PROVIDED ENTRIES: Begin
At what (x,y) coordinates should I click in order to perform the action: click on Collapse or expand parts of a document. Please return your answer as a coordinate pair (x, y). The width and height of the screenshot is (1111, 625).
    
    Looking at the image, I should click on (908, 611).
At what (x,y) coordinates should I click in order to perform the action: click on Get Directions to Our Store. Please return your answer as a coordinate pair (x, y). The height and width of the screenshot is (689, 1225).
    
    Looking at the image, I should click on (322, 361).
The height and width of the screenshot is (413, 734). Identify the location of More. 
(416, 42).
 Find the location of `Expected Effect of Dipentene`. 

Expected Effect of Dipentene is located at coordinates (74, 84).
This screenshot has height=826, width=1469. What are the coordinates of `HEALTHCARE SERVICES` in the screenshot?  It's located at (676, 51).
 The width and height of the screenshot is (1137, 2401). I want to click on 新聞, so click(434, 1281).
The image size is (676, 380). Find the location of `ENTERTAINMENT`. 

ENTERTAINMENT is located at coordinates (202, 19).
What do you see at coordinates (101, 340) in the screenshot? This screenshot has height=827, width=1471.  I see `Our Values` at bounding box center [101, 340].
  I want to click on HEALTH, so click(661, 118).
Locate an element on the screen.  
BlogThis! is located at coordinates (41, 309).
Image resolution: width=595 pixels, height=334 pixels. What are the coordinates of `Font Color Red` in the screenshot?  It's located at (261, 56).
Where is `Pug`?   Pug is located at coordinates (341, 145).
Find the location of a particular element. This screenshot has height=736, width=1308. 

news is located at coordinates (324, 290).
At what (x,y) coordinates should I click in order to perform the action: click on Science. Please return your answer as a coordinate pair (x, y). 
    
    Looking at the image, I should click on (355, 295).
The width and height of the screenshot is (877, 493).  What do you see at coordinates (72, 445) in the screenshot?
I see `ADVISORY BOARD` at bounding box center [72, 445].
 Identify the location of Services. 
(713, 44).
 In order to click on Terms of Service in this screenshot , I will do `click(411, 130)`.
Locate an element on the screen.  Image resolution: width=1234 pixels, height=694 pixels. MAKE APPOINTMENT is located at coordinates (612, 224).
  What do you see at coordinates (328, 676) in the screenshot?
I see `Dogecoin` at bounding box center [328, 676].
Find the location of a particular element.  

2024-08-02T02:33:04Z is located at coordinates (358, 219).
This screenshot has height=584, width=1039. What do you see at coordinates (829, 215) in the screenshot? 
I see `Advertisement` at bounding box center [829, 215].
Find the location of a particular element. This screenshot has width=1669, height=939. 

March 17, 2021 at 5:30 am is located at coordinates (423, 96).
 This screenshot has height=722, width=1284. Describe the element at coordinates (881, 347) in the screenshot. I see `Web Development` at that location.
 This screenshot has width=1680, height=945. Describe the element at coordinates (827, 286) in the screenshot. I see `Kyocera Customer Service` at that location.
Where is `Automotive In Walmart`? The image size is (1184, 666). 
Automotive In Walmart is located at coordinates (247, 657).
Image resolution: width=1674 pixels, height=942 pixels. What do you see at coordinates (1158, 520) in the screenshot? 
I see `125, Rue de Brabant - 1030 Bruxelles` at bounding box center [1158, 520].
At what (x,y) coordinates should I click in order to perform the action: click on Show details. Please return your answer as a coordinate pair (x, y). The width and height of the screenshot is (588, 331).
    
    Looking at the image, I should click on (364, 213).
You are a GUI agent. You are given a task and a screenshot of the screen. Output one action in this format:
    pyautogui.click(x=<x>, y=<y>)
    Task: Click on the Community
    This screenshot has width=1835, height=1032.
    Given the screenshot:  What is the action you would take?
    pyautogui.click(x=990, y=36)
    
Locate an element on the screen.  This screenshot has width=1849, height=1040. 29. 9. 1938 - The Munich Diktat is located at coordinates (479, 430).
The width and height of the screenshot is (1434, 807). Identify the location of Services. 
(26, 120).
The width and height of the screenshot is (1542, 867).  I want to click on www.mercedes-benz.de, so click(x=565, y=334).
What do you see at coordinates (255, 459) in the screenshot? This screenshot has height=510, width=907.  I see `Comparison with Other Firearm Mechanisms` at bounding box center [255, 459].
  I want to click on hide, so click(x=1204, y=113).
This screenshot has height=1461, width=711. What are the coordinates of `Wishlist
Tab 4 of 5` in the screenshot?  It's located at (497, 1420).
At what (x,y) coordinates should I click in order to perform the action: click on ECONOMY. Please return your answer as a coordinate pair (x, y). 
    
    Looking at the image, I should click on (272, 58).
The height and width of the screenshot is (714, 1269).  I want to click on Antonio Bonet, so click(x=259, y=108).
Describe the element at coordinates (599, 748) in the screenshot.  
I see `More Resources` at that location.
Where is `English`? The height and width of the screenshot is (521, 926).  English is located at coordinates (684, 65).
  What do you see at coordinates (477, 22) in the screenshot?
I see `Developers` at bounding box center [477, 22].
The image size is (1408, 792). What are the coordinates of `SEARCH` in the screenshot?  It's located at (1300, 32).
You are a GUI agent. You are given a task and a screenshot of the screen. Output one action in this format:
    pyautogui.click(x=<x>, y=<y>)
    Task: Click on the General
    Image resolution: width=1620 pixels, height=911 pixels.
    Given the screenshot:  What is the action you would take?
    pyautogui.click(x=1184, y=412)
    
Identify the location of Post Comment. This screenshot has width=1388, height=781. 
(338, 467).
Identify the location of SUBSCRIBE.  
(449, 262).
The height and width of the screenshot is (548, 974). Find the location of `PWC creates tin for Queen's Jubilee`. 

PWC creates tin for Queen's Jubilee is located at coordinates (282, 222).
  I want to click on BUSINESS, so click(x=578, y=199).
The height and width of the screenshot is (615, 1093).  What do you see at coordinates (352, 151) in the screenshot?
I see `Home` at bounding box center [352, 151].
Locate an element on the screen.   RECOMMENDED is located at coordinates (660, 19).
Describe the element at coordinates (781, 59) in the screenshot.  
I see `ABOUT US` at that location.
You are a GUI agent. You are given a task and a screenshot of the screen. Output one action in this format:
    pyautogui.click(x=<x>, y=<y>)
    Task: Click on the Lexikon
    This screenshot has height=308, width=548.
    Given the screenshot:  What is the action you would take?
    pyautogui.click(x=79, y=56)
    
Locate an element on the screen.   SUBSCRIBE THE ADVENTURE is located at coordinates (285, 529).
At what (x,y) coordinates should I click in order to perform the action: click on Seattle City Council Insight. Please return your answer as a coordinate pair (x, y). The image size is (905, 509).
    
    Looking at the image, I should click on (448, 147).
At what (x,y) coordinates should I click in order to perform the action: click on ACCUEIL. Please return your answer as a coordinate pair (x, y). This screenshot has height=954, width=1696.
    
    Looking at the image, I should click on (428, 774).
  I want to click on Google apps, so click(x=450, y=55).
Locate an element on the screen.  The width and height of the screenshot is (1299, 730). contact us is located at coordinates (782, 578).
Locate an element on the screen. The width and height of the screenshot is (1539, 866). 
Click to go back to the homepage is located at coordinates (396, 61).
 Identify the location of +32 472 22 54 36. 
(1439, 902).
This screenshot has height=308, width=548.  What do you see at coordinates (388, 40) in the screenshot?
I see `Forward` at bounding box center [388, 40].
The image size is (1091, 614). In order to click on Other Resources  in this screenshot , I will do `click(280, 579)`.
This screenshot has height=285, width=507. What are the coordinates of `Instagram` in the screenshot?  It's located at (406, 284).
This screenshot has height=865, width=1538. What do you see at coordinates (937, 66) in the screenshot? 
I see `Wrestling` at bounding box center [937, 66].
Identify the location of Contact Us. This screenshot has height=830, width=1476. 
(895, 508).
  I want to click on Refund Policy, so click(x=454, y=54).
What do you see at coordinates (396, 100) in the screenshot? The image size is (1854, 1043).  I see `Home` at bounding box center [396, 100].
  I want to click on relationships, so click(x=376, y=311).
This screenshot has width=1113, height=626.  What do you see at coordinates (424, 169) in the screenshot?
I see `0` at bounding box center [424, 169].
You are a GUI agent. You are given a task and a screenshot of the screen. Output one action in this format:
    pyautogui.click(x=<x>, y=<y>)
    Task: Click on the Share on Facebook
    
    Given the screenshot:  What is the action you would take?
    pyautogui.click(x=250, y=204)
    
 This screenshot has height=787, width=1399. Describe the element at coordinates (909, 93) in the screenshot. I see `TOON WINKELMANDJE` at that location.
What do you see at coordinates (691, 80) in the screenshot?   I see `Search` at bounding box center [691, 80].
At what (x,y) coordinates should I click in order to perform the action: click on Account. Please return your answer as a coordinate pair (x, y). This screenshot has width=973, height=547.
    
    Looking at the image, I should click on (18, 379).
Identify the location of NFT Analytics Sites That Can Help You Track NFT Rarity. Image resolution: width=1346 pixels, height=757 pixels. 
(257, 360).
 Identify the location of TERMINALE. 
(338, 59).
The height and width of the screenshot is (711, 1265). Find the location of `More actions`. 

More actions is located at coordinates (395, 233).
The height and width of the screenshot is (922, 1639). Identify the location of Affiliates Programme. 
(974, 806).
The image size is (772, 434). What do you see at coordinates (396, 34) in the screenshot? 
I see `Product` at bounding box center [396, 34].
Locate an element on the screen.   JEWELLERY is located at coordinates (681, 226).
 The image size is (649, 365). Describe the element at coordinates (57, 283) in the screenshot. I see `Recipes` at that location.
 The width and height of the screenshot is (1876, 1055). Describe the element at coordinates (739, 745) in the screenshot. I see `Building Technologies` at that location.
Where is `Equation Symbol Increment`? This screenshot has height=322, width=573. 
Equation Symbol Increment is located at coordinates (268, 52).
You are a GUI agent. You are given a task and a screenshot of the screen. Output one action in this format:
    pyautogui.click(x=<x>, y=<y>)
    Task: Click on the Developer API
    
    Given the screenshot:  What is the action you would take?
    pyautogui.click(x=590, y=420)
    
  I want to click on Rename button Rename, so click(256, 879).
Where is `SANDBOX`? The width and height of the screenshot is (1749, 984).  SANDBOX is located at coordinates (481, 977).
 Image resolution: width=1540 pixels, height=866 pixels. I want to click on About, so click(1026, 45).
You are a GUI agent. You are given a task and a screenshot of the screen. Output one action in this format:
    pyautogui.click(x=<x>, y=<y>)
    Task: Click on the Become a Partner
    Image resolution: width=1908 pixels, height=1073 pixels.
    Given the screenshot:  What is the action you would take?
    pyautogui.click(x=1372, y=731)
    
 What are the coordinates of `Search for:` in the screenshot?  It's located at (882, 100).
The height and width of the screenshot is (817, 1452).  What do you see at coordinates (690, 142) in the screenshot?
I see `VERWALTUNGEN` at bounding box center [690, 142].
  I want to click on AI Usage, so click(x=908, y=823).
PROVIDED ENTRIES: End
PROBLEM: Only a number is wanted here: the count of lines in the listing above holding the string "will".

YOUR SOLUTION: 2